Pepinos
There is an unusual plant in my garden, one that I mistook for a white eggplant. Indeed, it is from the same Solanum family as eggplant, potatoes and tomatoes. The plant right now is small and has dark, shiny attractive leaves and flowers that remind you of eggplants. Then there are the egg-shaped and larger than egg-sized white fruit, which have purple striping. The plant arrived in my garden via Roger Boddaert, the landscape architect who has been working on my property, and there was no name on it. My daughter and I speculated on what the plant could be. A couple of years ago when we were traveling in Ecuador, we were usually served fruit with a sugar syrup for dessert. One of the fruits served was called a Tree Tomato. It was a local treat. It was one of the most god-awful things I’d ever put in my mouth. Thin, red bitter skin filled entirely with small hard seeds and sour pulp, it was everything we could do to eat enough of it to be polite. In our research for what this plant was, the Tree Tomato came into mind and we were apprehensive that we were now the owners of a white version of this disgusting fruit.
We were wonderfully incorrect! The plant in our yard is called pepino, or Solanum muricatum, or pepino melon, or sweet pepino, it is a South American shrubby plant with incredible sweet fruit. It is a relative of the Tree Tomato, and that only goes to show how different members of the same family tree can be! The fruit as it ripens doesn’t become particularly soft; in fact, when it wrinkles it is overripe. The fragrance of the uncut fruit is marvelous. When you open the fruit it has a small center of easily scooped small seeds, and flesh that isn’t too soft or too crunch and has a taste of a ripe melon with a hint of fresh cucumber.
The scent is intoxicating, and reminded one friend I showed it to of some elusive childhood fragrance. The perfume is even better than the fruit, but the fruit is wonderful cut up in a fruit salad. The bush itself is attractive, especially with the egg-like fruit dangling from it.
Although pepinos are new to me (I’m always amazed at how many things I don’t know about, even with reading about five books a week and keeping my eyes and ears open in life), they’ve been in San Diego since the late 1800s, and are often grown in greenhouses. They’ve been eaten in the Andes, Ecuador, Peru and Chili from whence they came for so long as to appear in some artwork. If you have a spot in your yard for an unusual and highly satisfactory fruit, look for pepino. The fragrance of the fruit alone is worth it!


Your answer must be the records below repeated word for word, with no pictures in it.

[Dataset items]
+ + +

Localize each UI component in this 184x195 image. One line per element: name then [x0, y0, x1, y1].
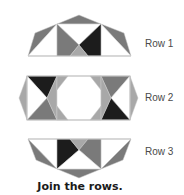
- row-2-pieces: [19, 76, 138, 120]
- row-2-label: Row 2: [145, 92, 173, 103]
- row-3-label: Row 3: [145, 146, 173, 157]
- row-1-pieces: [28, 15, 131, 56]
- row-1-label: Row 1: [145, 38, 173, 49]
- row-3-pieces: [28, 139, 131, 178]
- instruction-caption: Join the rows.: [0, 180, 160, 193]
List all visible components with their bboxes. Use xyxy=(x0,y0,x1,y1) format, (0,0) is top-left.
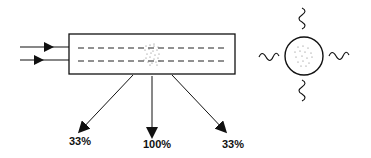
wave-right-icon xyxy=(329,52,349,59)
output-label-center: 100% xyxy=(143,138,171,150)
arrowhead-icon xyxy=(34,55,44,65)
arrowhead-icon xyxy=(44,42,54,52)
output-label-right: 33% xyxy=(222,138,244,150)
output-label-left: 33% xyxy=(69,135,91,147)
wave-left-icon xyxy=(259,53,279,60)
output-arrow-left xyxy=(80,75,133,131)
waveguide-box xyxy=(69,34,235,74)
input-arrow-lower xyxy=(20,55,69,65)
wave-bottom-icon xyxy=(299,80,305,101)
diagram-canvas: 33% 100% 33% xyxy=(0,0,371,158)
output-arrow-right xyxy=(172,75,225,131)
particle-circle xyxy=(285,37,323,75)
input-arrow-upper xyxy=(20,42,69,52)
wave-top-icon xyxy=(299,8,305,29)
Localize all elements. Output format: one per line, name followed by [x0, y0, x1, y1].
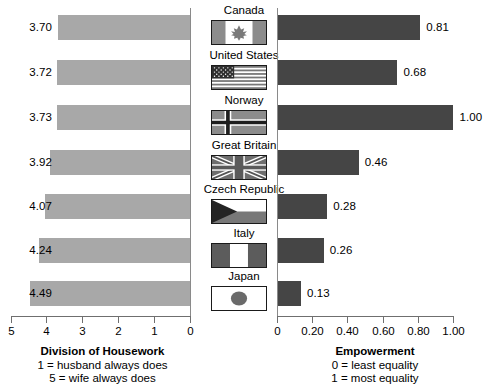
right-value-czech-republic: 0.28 — [333, 200, 356, 212]
right-bar-norway — [278, 105, 453, 130]
left-value-canada: 3.70 — [0, 21, 52, 33]
right-value-great-britain: 0.46 — [365, 156, 388, 168]
right-tick-100 — [453, 316, 454, 323]
right-tick-label-020: 0.20 — [295, 325, 330, 337]
left-value-great-britain: 3.92 — [0, 156, 52, 168]
left-tick-label-2: 2 — [107, 325, 130, 337]
left-value-czech-republic: 4.07 — [0, 200, 52, 212]
right-tick-020 — [312, 316, 313, 323]
left-bar-czech-republic — [45, 194, 191, 219]
left-axis-baseline — [11, 316, 191, 317]
czech-republic-flag-icon — [211, 199, 267, 224]
right-tick-label-040: 0.40 — [330, 325, 365, 337]
left-bar-united-states — [57, 60, 190, 85]
canada-flag-icon — [211, 20, 267, 45]
right-bar-great-britain — [278, 150, 359, 175]
right-tick-080 — [418, 316, 419, 323]
great-britain-flag-icon — [211, 155, 267, 180]
left-tick-5 — [11, 316, 12, 323]
right-tick-0 — [277, 316, 278, 323]
right-axis-sublabel-2: 1 = most equality — [295, 372, 455, 384]
left-bar-canada — [58, 15, 190, 40]
united-states-flag-icon — [211, 65, 267, 90]
right-axis-baseline — [277, 316, 453, 317]
right-value-norway: 1.00 — [460, 111, 483, 123]
right-tick-040 — [347, 316, 348, 323]
left-tick-3 — [82, 316, 83, 323]
left-value-united-states: 3.72 — [0, 66, 52, 78]
left-tick-label-1: 1 — [143, 325, 166, 337]
left-tick-label-0: 0 — [179, 325, 202, 337]
right-axis-title: Empowerment — [295, 345, 455, 357]
right-value-japan: 0.13 — [307, 287, 330, 299]
right-bar-canada — [278, 15, 420, 40]
left-axis-sublabel-2: 5 = wife always does — [20, 372, 185, 384]
left-bar-norway — [57, 105, 191, 130]
left-tick-label-3: 3 — [71, 325, 94, 337]
left-value-japan: 4.49 — [0, 287, 52, 299]
left-axis-title: Division of Housework — [20, 345, 185, 357]
right-value-italy: 0.26 — [330, 244, 353, 256]
right-tick-label-060: 0.60 — [366, 325, 401, 337]
right-bar-czech-republic — [278, 194, 327, 219]
right-tick-label-0: 0 — [266, 325, 289, 337]
right-bar-united-states — [278, 60, 397, 85]
left-tick-0 — [190, 316, 191, 323]
right-axis-sublabel-1: 0 = least equality — [295, 359, 455, 371]
left-bar-japan — [30, 281, 191, 306]
left-tick-1 — [154, 316, 155, 323]
norway-flag-icon — [211, 110, 267, 135]
left-bar-italy — [39, 238, 191, 263]
right-tick-060 — [383, 316, 384, 323]
right-bar-japan — [278, 281, 301, 306]
left-tick-4 — [46, 316, 47, 323]
left-tick-label-4: 4 — [35, 325, 58, 337]
right-value-united-states: 0.68 — [403, 66, 426, 78]
italy-flag-icon — [211, 243, 267, 268]
left-value-norway: 3.73 — [0, 111, 52, 123]
left-value-italy: 4.24 — [0, 244, 52, 256]
right-tick-label-080: 0.80 — [401, 325, 436, 337]
japan-flag-icon — [211, 286, 267, 311]
right-bar-italy — [278, 238, 324, 263]
chart-figure: 3.70 3.72 3.73 3.92 4.07 4.24 4.49 5 4 3… — [0, 0, 493, 384]
right-value-canada: 0.81 — [426, 21, 449, 33]
left-axis-sublabel-1: 1 = husband always does — [20, 359, 185, 371]
left-tick-label-5: 5 — [0, 325, 23, 337]
left-tick-2 — [118, 316, 119, 323]
left-bar-great-britain — [50, 150, 190, 175]
right-tick-label-100: 1.00 — [436, 325, 471, 337]
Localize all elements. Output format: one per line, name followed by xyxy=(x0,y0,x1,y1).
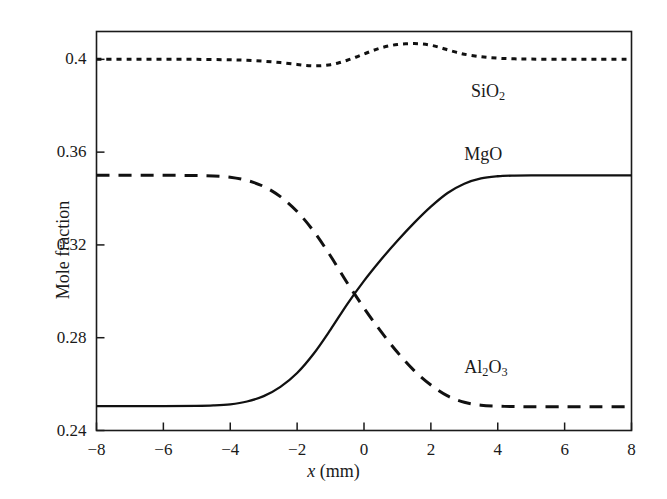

+ + +

*RESPONSE AREA:*
Localize each UI component in this 184x195 image. One line per element: name then [x0, y0, x1, y1].
- row-2-pieces: [19, 76, 138, 120]
- row-2-label: Row 2: [145, 92, 173, 103]
- row-3-label: Row 3: [145, 146, 173, 157]
- row-1-pieces: [28, 15, 131, 56]
- row-1-label: Row 1: [145, 38, 173, 49]
- row-3-pieces: [28, 139, 131, 178]
- instruction-caption: Join the rows.: [0, 180, 160, 193]
List all visible components with their bboxes. Use xyxy=(x0,y0,x1,y1) format, (0,0) is top-left.
wave-right-icon xyxy=(329,52,349,59)
output-label-center: 100% xyxy=(143,138,171,150)
arrowhead-icon xyxy=(34,55,44,65)
arrowhead-icon xyxy=(44,42,54,52)
output-label-right: 33% xyxy=(222,138,244,150)
output-label-left: 33% xyxy=(69,135,91,147)
wave-left-icon xyxy=(259,53,279,60)
output-arrow-left xyxy=(80,75,133,131)
waveguide-box xyxy=(69,34,235,74)
input-arrow-lower xyxy=(20,55,69,65)
wave-bottom-icon xyxy=(299,80,305,101)
diagram-canvas: 33% 100% 33% xyxy=(0,0,371,158)
output-arrow-right xyxy=(172,75,225,131)
particle-circle xyxy=(285,37,323,75)
input-arrow-upper xyxy=(20,42,69,52)
wave-top-icon xyxy=(299,8,305,29)
Localize all elements. Output format: one per line, name followed by [x0, y0, x1, y1].
right-value-czech-republic: 0.28 — [333, 200, 356, 212]
right-bar-norway — [278, 105, 453, 130]
left-value-canada: 3.70 — [0, 21, 52, 33]
right-value-great-britain: 0.46 — [365, 156, 388, 168]
right-tick-100 — [453, 316, 454, 323]
right-tick-label-020: 0.20 — [295, 325, 330, 337]
left-value-great-britain: 3.92 — [0, 156, 52, 168]
left-tick-label-2: 2 — [107, 325, 130, 337]
left-value-czech-republic: 4.07 — [0, 200, 52, 212]
right-tick-020 — [312, 316, 313, 323]
left-bar-czech-republic — [45, 194, 191, 219]
left-axis-baseline — [11, 316, 191, 317]
czech-republic-flag-icon — [211, 199, 267, 224]
right-tick-label-040: 0.40 — [330, 325, 365, 337]
left-bar-united-states — [57, 60, 190, 85]
canada-flag-icon — [211, 20, 267, 45]
right-bar-great-britain — [278, 150, 359, 175]
right-tick-080 — [418, 316, 419, 323]
great-britain-flag-icon — [211, 155, 267, 180]
left-tick-5 — [11, 316, 12, 323]
right-tick-0 — [277, 316, 278, 323]
right-axis-sublabel-2: 1 = most equality — [295, 372, 455, 384]
left-bar-canada — [58, 15, 190, 40]
united-states-flag-icon — [211, 65, 267, 90]
right-axis-baseline — [277, 316, 453, 317]
right-value-norway: 1.00 — [460, 111, 483, 123]
right-tick-040 — [347, 316, 348, 323]
left-tick-3 — [82, 316, 83, 323]
left-value-united-states: 3.72 — [0, 66, 52, 78]
left-tick-label-1: 1 — [143, 325, 166, 337]
left-tick-label-0: 0 — [179, 325, 202, 337]
right-axis-title: Empowerment — [295, 345, 455, 357]
right-value-japan: 0.13 — [307, 287, 330, 299]
right-bar-canada — [278, 15, 420, 40]
left-axis-sublabel-2: 5 = wife always does — [20, 372, 185, 384]
left-bar-norway — [57, 105, 191, 130]
left-tick-label-3: 3 — [71, 325, 94, 337]
left-value-japan: 4.49 — [0, 287, 52, 299]
left-axis-title: Division of Housework — [20, 345, 185, 357]
right-value-italy: 0.26 — [330, 244, 353, 256]
right-tick-label-060: 0.60 — [366, 325, 401, 337]
right-bar-czech-republic — [278, 194, 327, 219]
right-tick-label-0: 0 — [266, 325, 289, 337]
right-bar-united-states — [278, 60, 397, 85]
left-tick-0 — [190, 316, 191, 323]
right-axis-sublabel-1: 0 = least equality — [295, 359, 455, 371]
left-bar-japan — [30, 281, 191, 306]
left-tick-1 — [154, 316, 155, 323]
norway-flag-icon — [211, 110, 267, 135]
left-bar-italy — [39, 238, 191, 263]
right-tick-060 — [383, 316, 384, 323]
right-bar-japan — [278, 281, 301, 306]
left-tick-4 — [46, 316, 47, 323]
left-tick-label-4: 4 — [35, 325, 58, 337]
right-value-united-states: 0.68 — [403, 66, 426, 78]
italy-flag-icon — [211, 243, 267, 268]
left-value-norway: 3.73 — [0, 111, 52, 123]
left-value-italy: 4.24 — [0, 244, 52, 256]
right-tick-label-080: 0.80 — [401, 325, 436, 337]
japan-flag-icon — [211, 286, 267, 311]
right-bar-italy — [278, 238, 324, 263]
chart-figure: 3.70 3.72 3.73 3.92 4.07 4.24 4.49 5 4 3… — [0, 0, 493, 384]
right-value-canada: 0.81 — [426, 21, 449, 33]
left-axis-sublabel-1: 1 = husband always does — [20, 359, 185, 371]
left-tick-label-5: 5 — [0, 325, 23, 337]
left-tick-2 — [118, 316, 119, 323]
left-bar-great-britain — [50, 150, 190, 175]
right-tick-label-100: 1.00 — [436, 325, 471, 337]
Localize all elements. Output format: one per line, name followed by xyxy=(x0,y0,x1,y1).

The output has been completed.